It’s time for pharmacometricians and statisticians to leverage their expertise and break down drug development barriers.
By Paul Thomas, Senior Editor
What happens when everybody (or at least the relevant people) in a pharmaceutical organization has learned how to do modeling and simulation? This is the premise that Ted Grasela, PhD, President and CEO of model-based drug development specialists Cognigen Corp., is currently operating under. Pharmacometricians and development statisticians have honed their craft to the degree that, Grasela says, they can step forward and make their work a focal point of efforts to speed and improve the development process.
Grasela gave a talk at the AAPS 2009 conference in Los Angeles entitled “Engineering the Pharmacometrics Enterprise: Science in Support of Science.” While he and his Cognigen colleagues once advised primarily PK/PD scientists in early development, they are now working more with late-stage groups as manufacturers better integrate their development efforts.

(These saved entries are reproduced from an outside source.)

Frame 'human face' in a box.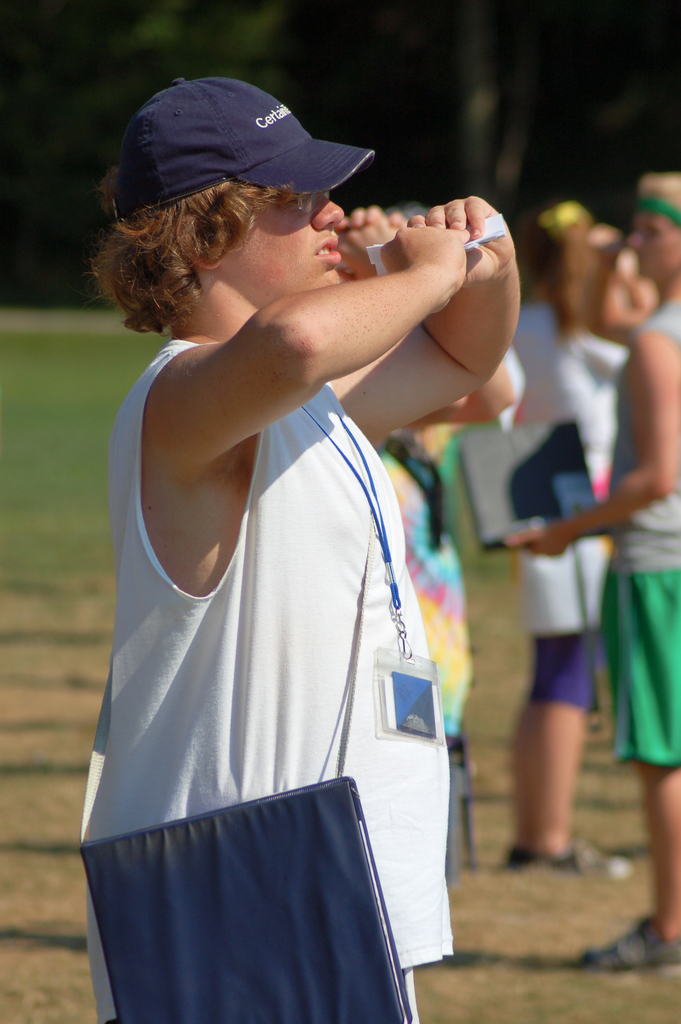
<box>221,199,343,310</box>.
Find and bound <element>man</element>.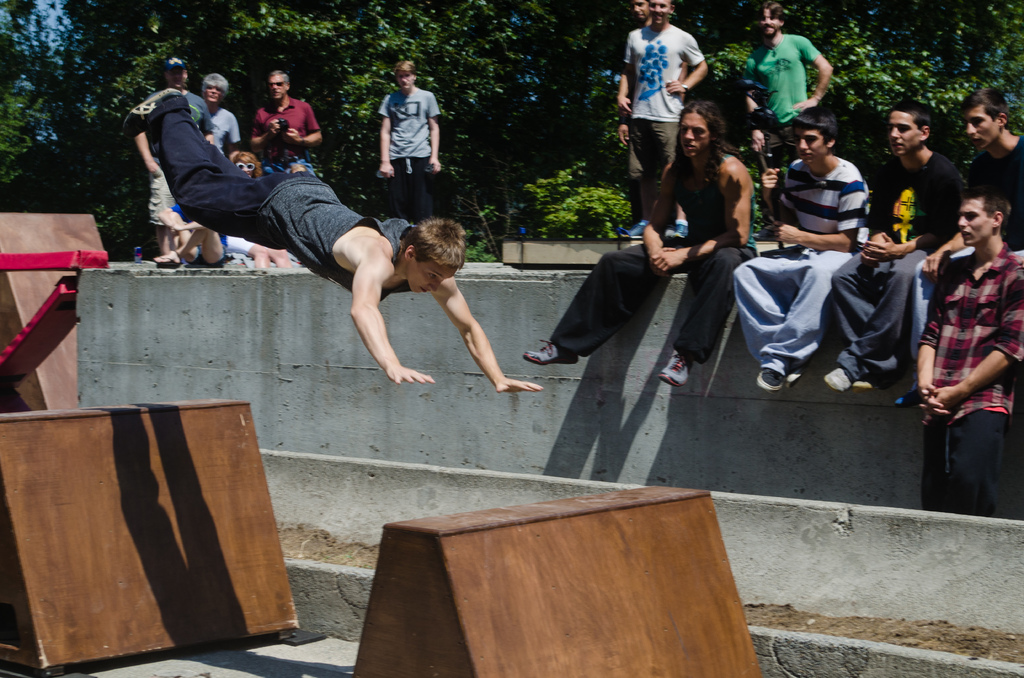
Bound: (left=917, top=86, right=1023, bottom=350).
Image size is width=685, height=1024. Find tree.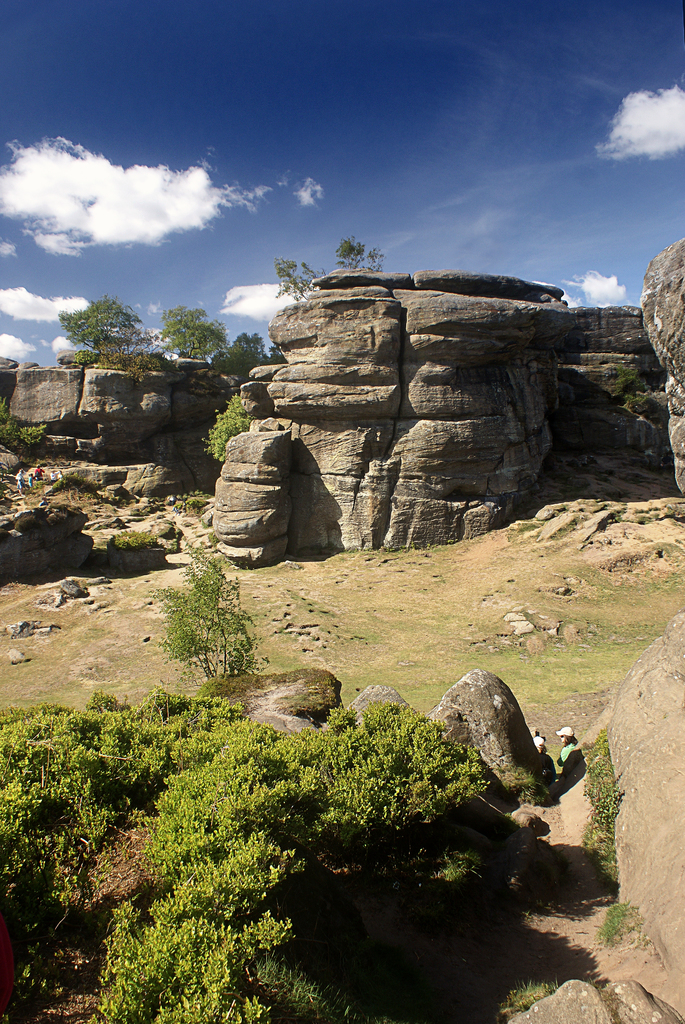
<box>58,278,148,353</box>.
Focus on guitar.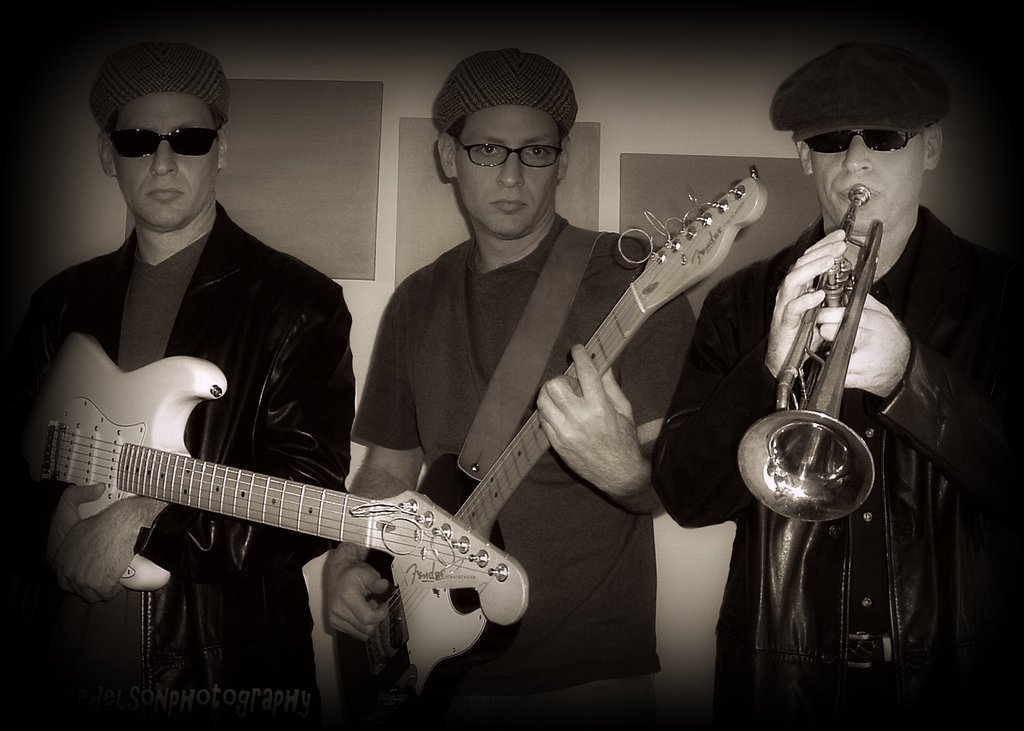
Focused at (x1=20, y1=312, x2=559, y2=684).
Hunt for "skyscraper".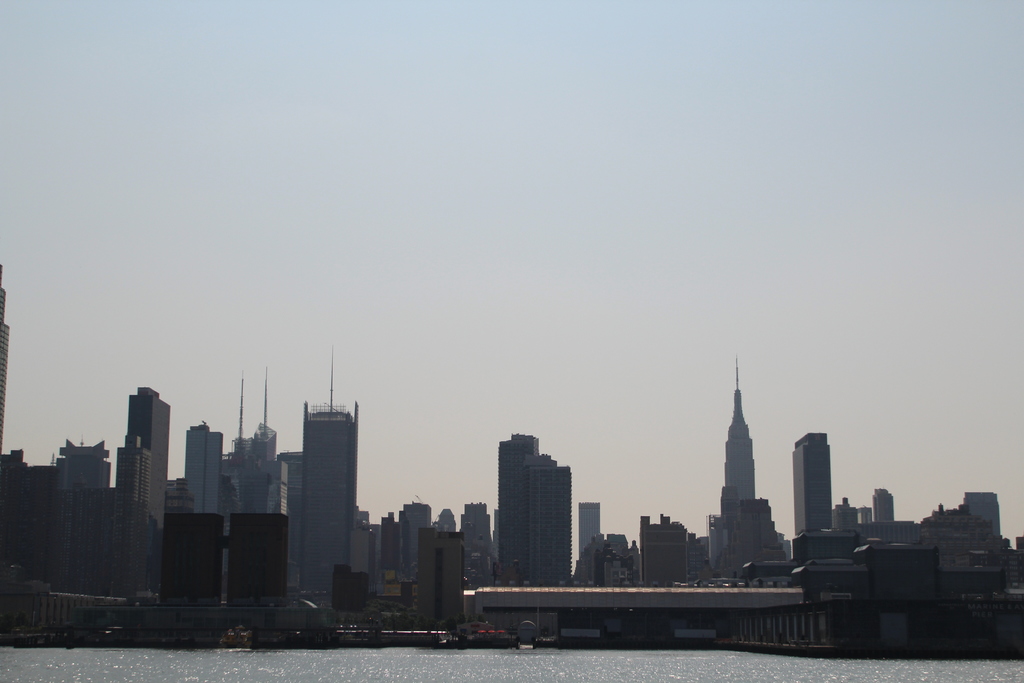
Hunted down at [left=719, top=356, right=755, bottom=495].
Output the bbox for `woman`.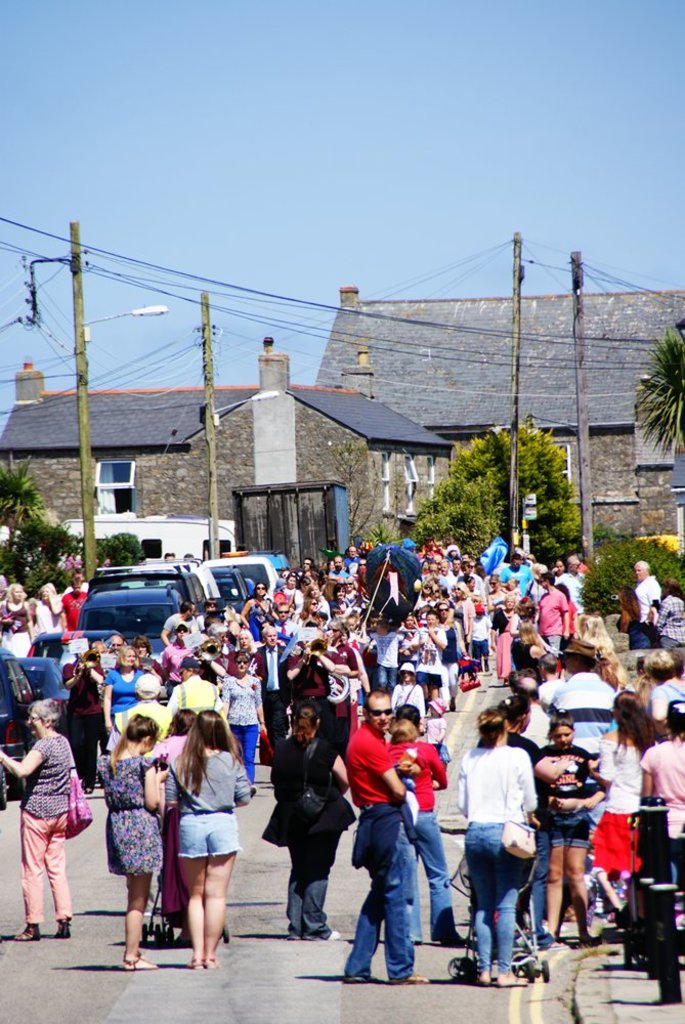
crop(0, 697, 76, 943).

But there is much work to be done. “My thesis is that integration is an essential missing ingredient in most drug companies,” he noted. “People are innovating and imaginating all over the place . . . but often these islands of innovation that never get linked with one another.”
Major impediments to productivity in drug development that Grasela sees include empirical decision-making, walls and barriers between functional areas, as well as the failure to effectively integrate knowledge over the life of a product. “One scientist used to do it all,” Grasela said. “It’s much more now about integrated project teams” but these teams do not always function as they could.
Grasela holds a fairly straightforward philosophy for further team integration.
Strategy is the first focus. Grasela encourages an “as-is vs. to-be” gap analysis based upon the target product profile to determine whether or not development teams are really making progress or not.
Process is next. “There are usually unmet process, informatic and systematic needs of the knowledge integration process,” he said. “The knowledge integration workflow process must be defined, provisioned, and governed.” For example, Grasela promotes a systematic methodology for defining inputs, outputs, and deliverables and ensuring that “the right people are responsible for the right steps.”
Lean Six Sigma tools such as 5S can also be effective integrators. Studies have shown that “40% of effort in an average data assembly project is rework.” Those tools that improve communications between scientists and IT professionals are particularly effective, he noted.
Methodology development is Grasela’s third emphasis. Pharmacometric models are only going to become more complex, he noted, so identifying the challenges of the data assembly effort is critical. “What does the data warehouse look like that allows data to be accessed readily and without confusion and ambiguity?” is one question that must be front and center. “Just the simple act of performing a cross-study assessment of data can be very informative,” he added.
Finally, training is essential to sustained integration efforts. Integrated Project Teams must encompass three critical skills, and therefore training must support these three areas:
• The ability to optimize the data analysis and knowledge integration process
• The ability to design development program strategies that take advantage of modeling and simulation
• The ability to impact the entire R&D life cycle.
This leads back to Grasela’s original point—that modeling and simulation experts need to explore how to influence their organization on a broader spectrum than they have. Senior management in particular can be taken to task for poor decisionmaking in the past, and there needs to be a more concerted effort by project teams to focus management’s attention on modeling data, particularly of the predictive variety.
And development teams must be efficient and act quickly. “Management will never wait!” said Grasela. “The only way that I have found to get around this is to figure out how to change the process so that we get access to data on time, it comes to us in the appropriate format, and we have the ability to do the modeling in a time frame that delivers it when all of the important people are sitting at the table.”